The Seward Highway and railway line follows the shoreline of Turnagain Arm. Photo / 123RF
More than 20 years after hearing a song, Nigel Richardson sees the frontier city that inspired it.
Anchorage, Alaska, is one of those unloved places that just about everyone feels free to take a pop at. To the Lower 48, as the contiguous United States are referred to in America's largest state, it's a boondocks kind of town. To Alaskans, it's not nearly hairy-chested enough.
"Anchorage? It's just like the Lower 48," said a fisherman I met in the Alaskan Panhandle. "Except for the moose wandering down the road."
Moose. You can't escape 'em. On my first morning in Anchorage, I was having a breakfast of reindeer sausage and eggs in the Snow City Cafe on West 4th St when I clocked the headline in that morning's Anchorage Daily News: "Calving season: moose population doubles".
The previous day, the newspaper's front page had featured a photograph of a moose with her baby. Moose are news, because they, too, are residents of Anchorage. Mother and baby live near the airport, while their protuberant-lipped kin mooch about on the cycling and hiking trails by which the encircling Alaskan wilderness infiltrates and permeates the city.
I came here because of a pop song that got under my skin more than 20 years ago. Anchorage by Michelle Shocked made me resolve that some day I would walk the streets she sang about; and here I was, finally, in those strange days nearing midsummer when daylight hangs around like an unwanted party guest.
Shocked's song has a romantic tinge to it, but actually there is no mystique to this modest town. With Alaskan forthrightness, the name tells it like it is.
Anchorage started life in 1915 as the main construction camp on the Alaska railroad between Seward and Fairbanks. Materials and manpower were sailed up Cook Inlet to a convenient anchorage on a dart-shaped peninsula. In a clearing hacked in the forest grew a sea of tents known as "the white city". One belonged to a Swedish immigrant called Oscar Anderson who built a wooden-framed house, now a museum, overlooking Cook Inlet that he lived in until his death in 1974. For much of Anderson's life Anchorage retained a makeshift air. Then came the city's defining moment.
On March 27, 1964, at 5.36pm, southern Alaska was struck by the second-biggest earthquake (of 9.2 magnitude) recorded. Its epicentre was at Prince William Sound, about 160km to the east, but Anchorage took a big hit. Photographs show a gaping hole where 5th Ave had been.
Rebuilding, with the arrival of Big Oil in its Stetson and size 13s, has shaped the modern metropolis. But Anchorage hasn't quite shaken off that tent-city feel. All the action is pretty much on 5th Ave, marked by a cluster of medium-rise buildings, a disused cinema, a drunk or two and a vendor of reindeer hot dogs.
The lingering dusk fuels a faint air of unreality.
It took me a while to realise that the real buzz is to be felt behind the doors of several excellent downtown restaurants. And when you have eaten your fill of the freshest, tastiest salmon or halibut you are likely to find, the thing to do is hit the road towards one of the mountains that are always visible on the horizon.
The best road of all - one of the most scenic highways in the world, surely - is the Seward Highway, which follows the shoreline of Turnagain Arm past a series of rocky and forested headlands with the monumental mountainscape of the Kenai Peninsula looming across the bay.
This scenery was captured in the paintings of the landscape artist Sydney M. Laurence, several of whose canvases hang in Anchorage Museum.
CHECKLIST
Getting there: Air NZ flies from Auckland to LA and San Francisco with onward connections to Anchorage on partner airlines.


Line by line, return the listing exactly, without any of the images.
※ ※ ※
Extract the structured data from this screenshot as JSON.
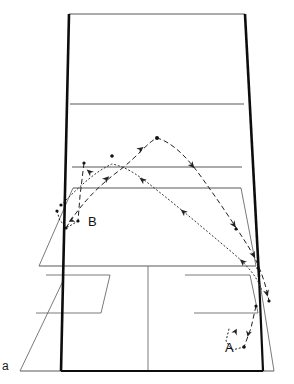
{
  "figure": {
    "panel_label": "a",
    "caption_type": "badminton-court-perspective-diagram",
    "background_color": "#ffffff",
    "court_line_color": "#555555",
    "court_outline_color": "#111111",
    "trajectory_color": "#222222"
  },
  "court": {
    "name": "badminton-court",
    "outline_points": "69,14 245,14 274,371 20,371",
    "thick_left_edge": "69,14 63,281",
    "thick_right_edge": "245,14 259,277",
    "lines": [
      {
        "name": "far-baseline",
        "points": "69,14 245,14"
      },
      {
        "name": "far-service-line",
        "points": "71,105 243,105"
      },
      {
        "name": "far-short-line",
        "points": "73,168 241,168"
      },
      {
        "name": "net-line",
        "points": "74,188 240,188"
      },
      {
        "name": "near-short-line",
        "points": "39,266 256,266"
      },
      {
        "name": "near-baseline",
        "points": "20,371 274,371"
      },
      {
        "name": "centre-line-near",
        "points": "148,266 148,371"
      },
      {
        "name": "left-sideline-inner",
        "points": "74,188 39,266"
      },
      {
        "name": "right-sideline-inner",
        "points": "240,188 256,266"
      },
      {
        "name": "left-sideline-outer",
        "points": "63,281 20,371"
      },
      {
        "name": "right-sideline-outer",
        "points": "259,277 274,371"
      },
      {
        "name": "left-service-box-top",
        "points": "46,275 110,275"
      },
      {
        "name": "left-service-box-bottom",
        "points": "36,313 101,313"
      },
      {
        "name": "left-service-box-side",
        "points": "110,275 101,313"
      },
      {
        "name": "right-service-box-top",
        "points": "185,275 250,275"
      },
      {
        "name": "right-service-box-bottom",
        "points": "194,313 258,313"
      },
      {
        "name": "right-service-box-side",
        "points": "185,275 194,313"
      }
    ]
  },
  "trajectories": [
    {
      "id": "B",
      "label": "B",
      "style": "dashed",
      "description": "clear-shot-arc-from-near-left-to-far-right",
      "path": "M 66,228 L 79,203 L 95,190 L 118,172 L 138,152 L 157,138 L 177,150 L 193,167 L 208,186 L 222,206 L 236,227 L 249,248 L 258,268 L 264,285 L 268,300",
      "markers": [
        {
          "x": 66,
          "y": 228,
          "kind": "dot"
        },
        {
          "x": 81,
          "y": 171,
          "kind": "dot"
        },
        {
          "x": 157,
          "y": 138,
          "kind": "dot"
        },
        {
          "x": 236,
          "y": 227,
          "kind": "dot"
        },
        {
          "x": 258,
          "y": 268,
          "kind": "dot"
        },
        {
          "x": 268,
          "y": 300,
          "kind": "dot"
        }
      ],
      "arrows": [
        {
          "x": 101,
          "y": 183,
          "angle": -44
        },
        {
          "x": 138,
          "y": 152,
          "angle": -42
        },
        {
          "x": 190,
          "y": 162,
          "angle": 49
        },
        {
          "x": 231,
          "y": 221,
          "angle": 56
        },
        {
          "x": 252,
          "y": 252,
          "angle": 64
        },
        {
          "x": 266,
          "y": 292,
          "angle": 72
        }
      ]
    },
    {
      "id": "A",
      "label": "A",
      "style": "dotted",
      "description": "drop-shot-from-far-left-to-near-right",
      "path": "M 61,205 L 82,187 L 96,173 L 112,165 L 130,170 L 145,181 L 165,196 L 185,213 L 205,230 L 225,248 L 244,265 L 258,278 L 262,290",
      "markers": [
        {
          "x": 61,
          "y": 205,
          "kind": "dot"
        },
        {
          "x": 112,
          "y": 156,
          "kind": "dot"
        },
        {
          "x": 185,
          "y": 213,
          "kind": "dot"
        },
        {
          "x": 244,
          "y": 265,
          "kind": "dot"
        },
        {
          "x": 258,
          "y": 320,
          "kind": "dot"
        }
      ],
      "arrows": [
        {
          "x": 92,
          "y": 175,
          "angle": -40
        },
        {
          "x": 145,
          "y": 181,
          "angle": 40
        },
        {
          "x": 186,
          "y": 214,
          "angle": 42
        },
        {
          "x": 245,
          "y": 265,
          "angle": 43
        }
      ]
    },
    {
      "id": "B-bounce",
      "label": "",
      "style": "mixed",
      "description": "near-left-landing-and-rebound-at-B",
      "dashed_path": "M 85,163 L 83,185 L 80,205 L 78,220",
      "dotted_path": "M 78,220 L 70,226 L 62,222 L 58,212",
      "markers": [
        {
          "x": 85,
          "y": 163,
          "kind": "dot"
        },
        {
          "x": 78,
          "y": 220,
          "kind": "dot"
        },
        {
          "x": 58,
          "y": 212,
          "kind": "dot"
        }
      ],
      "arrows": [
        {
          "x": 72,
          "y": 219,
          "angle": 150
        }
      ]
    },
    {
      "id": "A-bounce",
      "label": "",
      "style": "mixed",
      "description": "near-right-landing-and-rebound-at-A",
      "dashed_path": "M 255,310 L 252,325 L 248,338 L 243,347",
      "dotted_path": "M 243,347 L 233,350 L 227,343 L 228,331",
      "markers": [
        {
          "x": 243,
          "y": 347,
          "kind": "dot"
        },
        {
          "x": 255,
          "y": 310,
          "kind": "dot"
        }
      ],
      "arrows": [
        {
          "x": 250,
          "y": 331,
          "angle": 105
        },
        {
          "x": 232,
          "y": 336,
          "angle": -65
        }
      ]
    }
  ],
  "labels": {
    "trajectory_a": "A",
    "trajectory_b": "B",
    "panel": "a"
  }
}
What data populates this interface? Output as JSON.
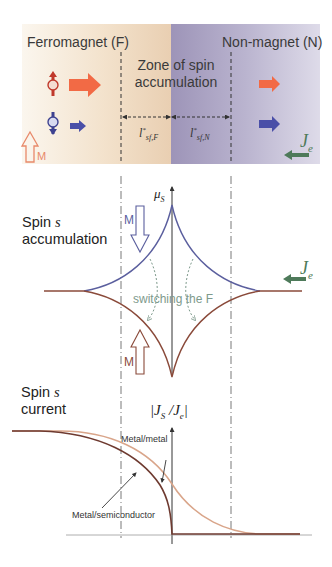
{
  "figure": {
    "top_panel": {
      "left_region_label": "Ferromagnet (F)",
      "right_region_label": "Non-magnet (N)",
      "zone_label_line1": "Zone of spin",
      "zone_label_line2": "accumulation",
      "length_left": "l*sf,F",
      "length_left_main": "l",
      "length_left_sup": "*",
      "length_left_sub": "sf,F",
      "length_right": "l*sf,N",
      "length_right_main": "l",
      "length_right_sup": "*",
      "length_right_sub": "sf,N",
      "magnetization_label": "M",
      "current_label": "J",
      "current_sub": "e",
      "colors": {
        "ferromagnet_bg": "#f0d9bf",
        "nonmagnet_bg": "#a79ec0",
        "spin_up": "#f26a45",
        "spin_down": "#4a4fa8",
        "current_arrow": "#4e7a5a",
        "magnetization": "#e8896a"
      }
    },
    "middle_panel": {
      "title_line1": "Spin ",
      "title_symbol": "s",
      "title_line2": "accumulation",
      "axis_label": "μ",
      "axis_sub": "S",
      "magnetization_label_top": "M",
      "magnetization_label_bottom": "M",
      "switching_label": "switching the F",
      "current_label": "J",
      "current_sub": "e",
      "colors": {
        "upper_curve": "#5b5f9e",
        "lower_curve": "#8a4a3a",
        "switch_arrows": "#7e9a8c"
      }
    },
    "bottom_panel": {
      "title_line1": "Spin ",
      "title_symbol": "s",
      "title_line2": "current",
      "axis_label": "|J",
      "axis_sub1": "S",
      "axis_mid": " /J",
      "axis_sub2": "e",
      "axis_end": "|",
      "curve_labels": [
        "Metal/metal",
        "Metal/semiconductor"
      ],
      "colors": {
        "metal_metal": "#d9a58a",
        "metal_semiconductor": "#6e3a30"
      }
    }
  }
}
※ ※ ※
Output below:
Extract the structured data from this screenshot as JSON.
{
  "figure": {
    "panel_label": "a",
    "caption_type": "badminton-court-perspective-diagram",
    "background_color": "#ffffff",
    "court_line_color": "#555555",
    "court_outline_color": "#111111",
    "trajectory_color": "#222222"
  },
  "court": {
    "name": "badminton-court",
    "outline_points": "69,14 245,14 274,371 20,371",
    "thick_left_edge": "69,14 63,281",
    "thick_right_edge": "245,14 259,277",
    "lines": [
      {
        "name": "far-baseline",
        "points": "69,14 245,14"
      },
      {
        "name": "far-service-line",
        "points": "71,105 243,105"
      },
      {
        "name": "far-short-line",
        "points": "73,168 241,168"
      },
      {
        "name": "net-line",
        "points": "74,188 240,188"
      },
      {
        "name": "near-short-line",
        "points": "39,266 256,266"
      },
      {
        "name": "near-baseline",
        "points": "20,371 274,371"
      },
      {
        "name": "centre-line-near",
        "points": "148,266 148,371"
      },
      {
        "name": "left-sideline-inner",
        "points": "74,188 39,266"
      },
      {
        "name": "right-sideline-inner",
        "points": "240,188 256,266"
      },
      {
        "name": "left-sideline-outer",
        "points": "63,281 20,371"
      },
      {
        "name": "right-sideline-outer",
        "points": "259,277 274,371"
      },
      {
        "name": "left-service-box-top",
        "points": "46,275 110,275"
      },
      {
        "name": "left-service-box-bottom",
        "points": "36,313 101,313"
      },
      {
        "name": "left-service-box-side",
        "points": "110,275 101,313"
      },
      {
        "name": "right-service-box-top",
        "points": "185,275 250,275"
      },
      {
        "name": "right-service-box-bottom",
        "points": "194,313 258,313"
      },
      {
        "name": "right-service-box-side",
        "points": "185,275 194,313"
      }
    ]
  },
  "trajectories": [
    {
      "id": "B",
      "label": "B",
      "style": "dashed",
      "description": "clear-shot-arc-from-near-left-to-far-right",
      "path": "M 66,228 L 79,203 L 95,190 L 118,172 L 138,152 L 157,138 L 177,150 L 193,167 L 208,186 L 222,206 L 236,227 L 249,248 L 258,268 L 264,285 L 268,300",
      "markers": [
        {
          "x": 66,
          "y": 228,
          "kind": "dot"
        },
        {
          "x": 81,
          "y": 171,
          "kind": "dot"
        },
        {
          "x": 157,
          "y": 138,
          "kind": "dot"
        },
        {
          "x": 236,
          "y": 227,
          "kind": "dot"
        },
        {
          "x": 258,
          "y": 268,
          "kind": "dot"
        },
        {
          "x": 268,
          "y": 300,
          "kind": "dot"
        }
      ],
      "arrows": [
        {
          "x": 101,
          "y": 183,
          "angle": -44
        },
        {
          "x": 138,
          "y": 152,
          "angle": -42
        },
        {
          "x": 190,
          "y": 162,
          "angle": 49
        },
        {
          "x": 231,
          "y": 221,
          "angle": 56
        },
        {
          "x": 252,
          "y": 252,
          "angle": 64
        },
        {
          "x": 266,
          "y": 292,
          "angle": 72
        }
      ]
    },
    {
      "id": "A",
      "label": "A",
      "style": "dotted",
      "description": "drop-shot-from-far-left-to-near-right",
      "path": "M 61,205 L 82,187 L 96,173 L 112,165 L 130,170 L 145,181 L 165,196 L 185,213 L 205,230 L 225,248 L 244,265 L 258,278 L 262,290",
      "markers": [
        {
          "x": 61,
          "y": 205,
          "kind": "dot"
        },
        {
          "x": 112,
          "y": 156,
          "kind": "dot"
        },
        {
          "x": 185,
          "y": 213,
          "kind": "dot"
        },
        {
          "x": 244,
          "y": 265,
          "kind": "dot"
        },
        {
          "x": 258,
          "y": 320,
          "kind": "dot"
        }
      ],
      "arrows": [
        {
          "x": 92,
          "y": 175,
          "angle": -40
        },
        {
          "x": 145,
          "y": 181,
          "angle": 40
        },
        {
          "x": 186,
          "y": 214,
          "angle": 42
        },
        {
          "x": 245,
          "y": 265,
          "angle": 43
        }
      ]
    },
    {
      "id": "B-bounce",
      "label": "",
      "style": "mixed",
      "description": "near-left-landing-and-rebound-at-B",
      "dashed_path": "M 85,163 L 83,185 L 80,205 L 78,220",
      "dotted_path": "M 78,220 L 70,226 L 62,222 L 58,212",
      "markers": [
        {
          "x": 85,
          "y": 163,
          "kind": "dot"
        },
        {
          "x": 78,
          "y": 220,
          "kind": "dot"
        },
        {
          "x": 58,
          "y": 212,
          "kind": "dot"
        }
      ],
      "arrows": [
        {
          "x": 72,
          "y": 219,
          "angle": 150
        }
      ]
    },
    {
      "id": "A-bounce",
      "label": "",
      "style": "mixed",
      "description": "near-right-landing-and-rebound-at-A",
      "dashed_path": "M 255,310 L 252,325 L 248,338 L 243,347",
      "dotted_path": "M 243,347 L 233,350 L 227,343 L 228,331",
      "markers": [
        {
          "x": 243,
          "y": 347,
          "kind": "dot"
        },
        {
          "x": 255,
          "y": 310,
          "kind": "dot"
        }
      ],
      "arrows": [
        {
          "x": 250,
          "y": 331,
          "angle": 105
        },
        {
          "x": 232,
          "y": 336,
          "angle": -65
        }
      ]
    }
  ],
  "labels": {
    "trajectory_a": "A",
    "trajectory_b": "B",
    "panel": "a"
  }
}
What data populates this interface? Output as JSON.
{
  "figure": {
    "top_panel": {
      "left_region_label": "Ferromagnet (F)",
      "right_region_label": "Non-magnet (N)",
      "zone_label_line1": "Zone of spin",
      "zone_label_line2": "accumulation",
      "length_left": "l*sf,F",
      "length_left_main": "l",
      "length_left_sup": "*",
      "length_left_sub": "sf,F",
      "length_right": "l*sf,N",
      "length_right_main": "l",
      "length_right_sup": "*",
      "length_right_sub": "sf,N",
      "magnetization_label": "M",
      "current_label": "J",
      "current_sub": "e",
      "colors": {
        "ferromagnet_bg": "#f0d9bf",
        "nonmagnet_bg": "#a79ec0",
        "spin_up": "#f26a45",
        "spin_down": "#4a4fa8",
        "current_arrow": "#4e7a5a",
        "magnetization": "#e8896a"
      }
    },
    "middle_panel": {
      "title_line1": "Spin ",
      "title_symbol": "s",
      "title_line2": "accumulation",
      "axis_label": "μ",
      "axis_sub": "S",
      "magnetization_label_top": "M",
      "magnetization_label_bottom": "M",
      "switching_label": "switching the F",
      "current_label": "J",
      "current_sub": "e",
      "colors": {
        "upper_curve": "#5b5f9e",
        "lower_curve": "#8a4a3a",
        "switch_arrows": "#7e9a8c"
      }
    },
    "bottom_panel": {
      "title_line1": "Spin ",
      "title_symbol": "s",
      "title_line2": "current",
      "axis_label": "|J",
      "axis_sub1": "S",
      "axis_mid": " /J",
      "axis_sub2": "e",
      "axis_end": "|",
      "curve_labels": [
        "Metal/metal",
        "Metal/semiconductor"
      ],
      "colors": {
        "metal_metal": "#d9a58a",
        "metal_semiconductor": "#6e3a30"
      }
    }
  }
}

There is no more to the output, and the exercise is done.